Montana state legislators introduced legislation that it believes will help provide low-interest loans to reopen shuttered sawmills.
One such mill, Pyramid Lumber, announced in March 2024, that it will permanently close the Seeley Lake mill and auction its equipment on March 31, 2024. The mill, which provided jobs in Missoula County, Montana, for 75 years, delivered the last load of logs through the mill, which were processed in early July.
The company's board of directors voted to close the mill due to a financial crisis that has made it harder to operate, including labor shortages, rising costs, and falling lumber prices. The closure, which affected around 100 employees, was the last mill in the area.
Now, with the presidential mandate to ramp up U.S. lumber production, efforts are being made to restart the aging facility, which officials at the time said would have to be updated to run more efficiently and with fewer employees to be profitable.
Now, a Montana state bill might help the Seely Lake mill and other mills get funding and potentially reopen. The legislation, HB 876, also known as the Sawmill Revitalization Act, sets aside $6 million for loans administered by the state Board of Investments, according to the Montana Free Press. Any money not spent by June 30, 2027, would be transferred back to the capital development long-range building account. The bill awaits Gov. Greg Gianforte’s signature.
According to the Free Press, Rep. John Fitzpatrick, R-Anaconda, and Rep. Connie Keogh, D-Missoula, proposed the bill to help “reactivate” one or more sawmills that closed in recent years. “When I came back to Montana from graduate school in the early 1970s, we had over 50 operating sawmills in Montana,” Fitzpatrick said during a Senate committee meeting on April 15. “Now we’re down to about five. In the past three years, sawmills at St. Regis and Seeley Lake have closed. And that’s not a loss just to the local economy; it’s a very detrimental effect on our forests because we have fewer places in which to process logs.”
The Seeley Lake pull out was not the only major timber-related closing announced in March 2024. Roseburg Forest Product’s Missoula particleboard plant, which was a major user of residuals created by Pyramid Mountain Lumber, also closed its doors.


Problem description »
Search the data for the string "series" and extract every line where it appears.
-- Opening Marker --
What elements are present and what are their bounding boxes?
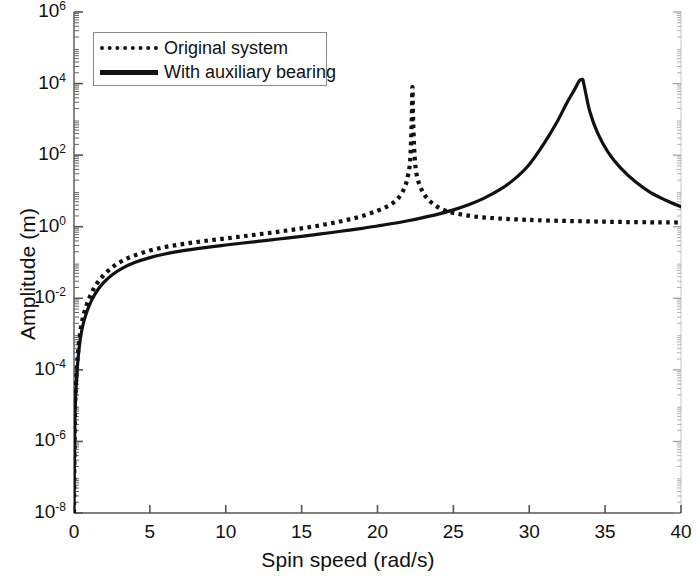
legend-entry-with-auxiliary-bearing: With auxiliary bearing: [100, 59, 336, 84]
plot-canvas: [0, 0, 696, 582]
legend-label-with-auxiliary-bearing: With auxiliary bearing: [164, 63, 336, 81]
x-axis-title: Spin speed (rad/s): [0, 548, 696, 572]
y-tick-label: 10-6: [2, 428, 66, 451]
x-tick-label: 15: [272, 521, 332, 543]
x-tick-label: 0: [44, 521, 104, 543]
y-tick-label: 100: [2, 214, 66, 237]
y-tick-label: 10-2: [2, 285, 66, 308]
x-tick-label: 35: [575, 521, 635, 543]
legend-entry-original-system: Original system: [100, 35, 288, 60]
series-curve: [74, 87, 681, 513]
y-axis-title: Amplitude (m): [16, 184, 40, 364]
x-tick-label: 40: [651, 521, 696, 543]
legend-label-original-system: Original system: [164, 39, 288, 57]
series-curve: [74, 79, 681, 513]
x-tick-label: 25: [423, 521, 483, 543]
axis-ticks: [74, 12, 681, 513]
y-tick-label: 106: [2, 0, 66, 22]
y-tick-label: 10-8: [2, 500, 66, 523]
x-tick-label: 30: [499, 521, 559, 543]
y-tick-label: 10-4: [2, 357, 66, 380]
solid-line-sample-icon: [100, 65, 158, 79]
data-curves: [74, 79, 681, 513]
dotted-line-sample-icon: [100, 41, 158, 55]
axis-frame: [74, 12, 681, 513]
x-tick-label: 10: [196, 521, 256, 543]
y-tick-label: 102: [2, 142, 66, 165]
chart-figure: Original system With auxiliary bearing A…: [0, 0, 696, 582]
x-tick-label: 5: [120, 521, 180, 543]
x-tick-label: 20: [348, 521, 408, 543]
chart-legend: Original system With auxiliary bearing: [93, 32, 327, 86]
y-tick-label: 104: [2, 71, 66, 94]
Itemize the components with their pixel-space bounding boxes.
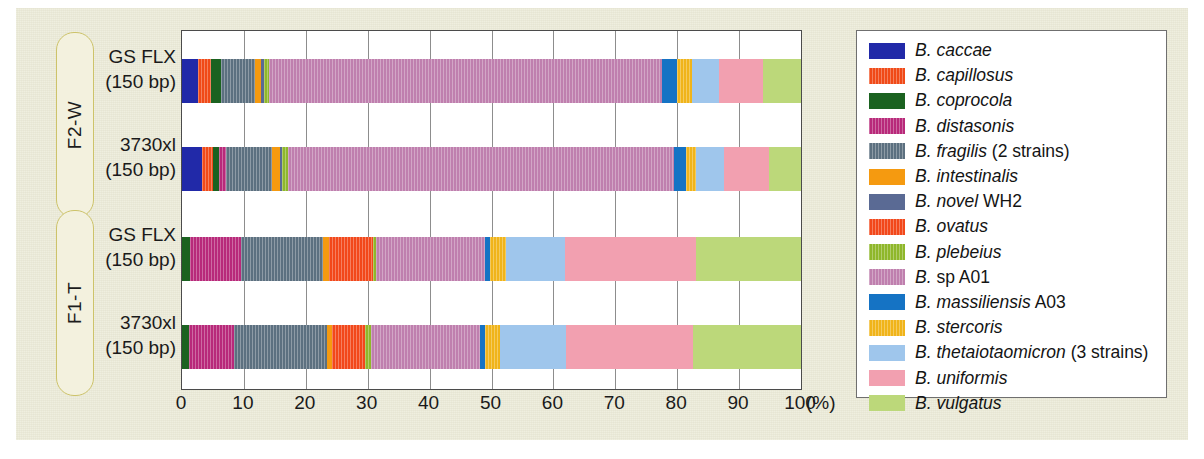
-- Closing Marker --
Written answer »
series-curve: [74, 87, 681, 513]
series-curve: [74, 79, 681, 513]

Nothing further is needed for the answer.